2 min readBy: William Ahern

From David Walker's new book "Comeback America," comparing President Roosevelt's modest goal of protecting the elderly poor to the unsustainable giveaways of modern entitlement programs:

Roosevelt described Social Security as a modest offer to "give some measure of protection to the average citizen and to his family against the loss of a job and against poverty-ridden old age."

Look what has happened since then. About 35 percent of Americans rely on Social Security for 90 percent or more of their retirement income. … And Social Security is only one example. Over the years, the federal government has created a number of social insurance programs — including the Medicare plans for doctors' visits and prescription drugs — that provide significant taxpayer subsidies to even middle- and upper-income Americans.

We started these programs as a safety net for our hard-luck fellow citizens, and of course that safety net must remain strong. My point is that programs designed to help the needy should not become enshrined as benefits to which all are entitled. Too many of us who can afford to contribute more to our own well-being are jumping into the safety net instead. That approach is not affordable or sustainable. More important, it's not the American way.

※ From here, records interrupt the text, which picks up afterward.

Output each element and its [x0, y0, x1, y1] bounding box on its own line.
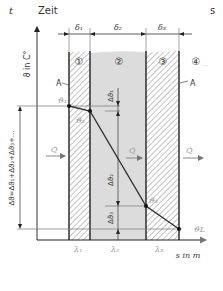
conductivity-3: λ₃	[154, 245, 163, 254]
thickness-delta-3: δ₃	[158, 23, 166, 32]
time-label: Zeit	[38, 5, 58, 16]
layer-4-suffix: ...	[203, 61, 208, 67]
heat-flow-label-1: Q̇	[51, 145, 58, 154]
point-t1	[67, 104, 71, 108]
delta-2-label: Δϑ₂	[107, 174, 115, 186]
point-t2	[88, 109, 92, 113]
label-t2: ϑ₂	[76, 116, 85, 125]
total-delta-label: Δϑ=Δϑ₁+Δϑ₂+Δϑ₃+...	[8, 130, 16, 205]
heat-conduction-diagram: t Zeit s ϑ in C° s in m δ₁ δ₂ δ₃ ① ② ③ ④…	[0, 0, 223, 291]
layer-1-hatch	[69, 51, 90, 240]
surface-marker-left: A	[56, 79, 62, 88]
layer-number-1: ①	[75, 56, 84, 67]
conductivity-2: λ₂	[110, 245, 119, 254]
point-t3	[144, 204, 148, 208]
layer-3-hatch	[146, 51, 179, 240]
layer-number-3: ③	[159, 56, 168, 67]
label-t1: ϑ₁	[58, 96, 67, 105]
time-unit: s	[210, 5, 215, 16]
heat-flow-label-3: Q̇	[186, 146, 193, 155]
heat-flow-label-2: Q̇	[129, 146, 136, 155]
delta-1-label: Δϑ₁	[107, 90, 115, 102]
conductivity-1: λ₁	[73, 245, 82, 254]
point-tL	[177, 227, 181, 231]
surface-marker-right: A	[190, 79, 196, 88]
layer-number-4: ④	[192, 56, 201, 67]
layer-number-2: ②	[115, 56, 124, 67]
label-tL: ϑL	[194, 225, 205, 234]
label-t3: ϑ₃	[149, 196, 158, 205]
delta-3-label: Δϑ₃	[107, 212, 115, 224]
thickness-delta-1: δ₁	[75, 23, 83, 32]
x-axis-label: s in m	[176, 251, 201, 260]
thickness-delta-2: δ₂	[114, 23, 122, 32]
time-symbol: t	[9, 5, 14, 16]
y-axis-label: ϑ in C°	[23, 51, 32, 78]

It's not hard to imagine what Walker would think of the new health reform bill that gives a huge government subsidy to all middle- and upper-middle income Americans during their working years. The House version of the health reform bill would send large checks to families of four making up to $110,000; the Senate version cut that back to a still-above-average income of $88,000.

Walker is right to call modern entitlements unaffordable because in its current incarnation, our income tax system is incapable of generating enough to fuel the spending that Congress and the President are pushing us into. So the idea of adding a gigantic new entitlement in the health care bill is terrible. It pushes federal spending into uncharted territory of fiscal irresponsibility.

The federal government is behaving like a person who's awash in credit card debt but says to himself, "What the hell! I'm already in so deep, I may as well charge the big TV." Our leaders should know better. Actually, they do know better, but their political ambition to "remake America" has overwhelmed their common sense.